In bygone times, rulers were considered to be anointed by God, and criticism of them was illegal or unthinkable, and so political discontent tended to settle on their counselors. The king is of course noble and good, but he has been getting bad advice from those slippery men who have wormed their way into his entourage! This trope often appears in Mark Trail, too: Senator Baldy wasn’t really in favor of drilling for oil in a national park, it’s just that his corrupt staffer was blackmailing him! That nice lady CEO met an adorable raccoon and put a stop to all the environmentally harmful business plans laid out by her sinister ex-boyfriend! And the cycle of eternal return has brought this narrative to the funny pages again: our brushcut CEO will shut down this project once he sees that the Great Dismal Swamp is really beautiful and was named ironically, in one of those Iceland/Greenland kind of deals; meanwhile, his short-tied underling Mitchum, who has invested his own money in this specific deal in a move that probably makes for an extremely confusing corporate structure, will try to keep the CEO on the path of rapacious profit-minding. Anyhoo, I was going to say something about how this proves that modern society imbues our current corporate 1% with the same semi-divine aura that once was given to kings of old, but then I realized that Mark Trail’s relationship to “modern society” is tenuous at best.

Crankshaft, 12/3/14

Hey, did you know that Crankshaft’s Bald Friend Whose Name I Forget ran a movie theater? I sure didn’t, and I’ve read Crankshaft every day for years!

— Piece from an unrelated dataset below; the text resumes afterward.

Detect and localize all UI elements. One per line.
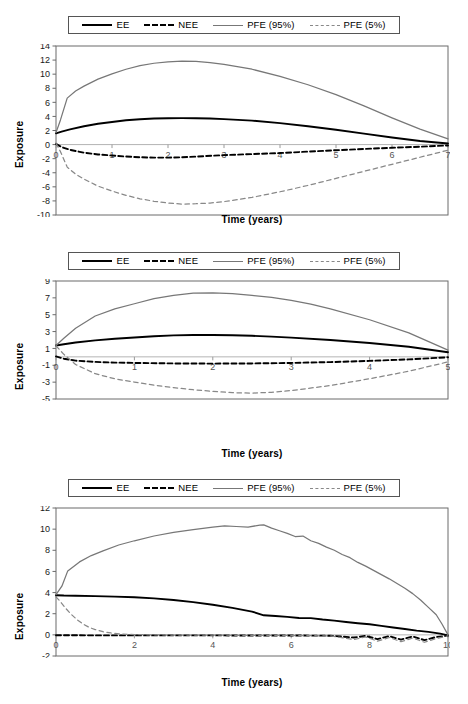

I guess it’s just good narrative practice to introduce something into a character’s life that brings him joy so you can yank it away from him in front of your audience. Today’s strip is particularly hilarious, if by hilarious you mean “cruel.” Yay, your theater is going to be saved, old man! Oh wait no saving it will be expensive, haha never mind, hope you like the taste of leftover popcorn and shattered dreams.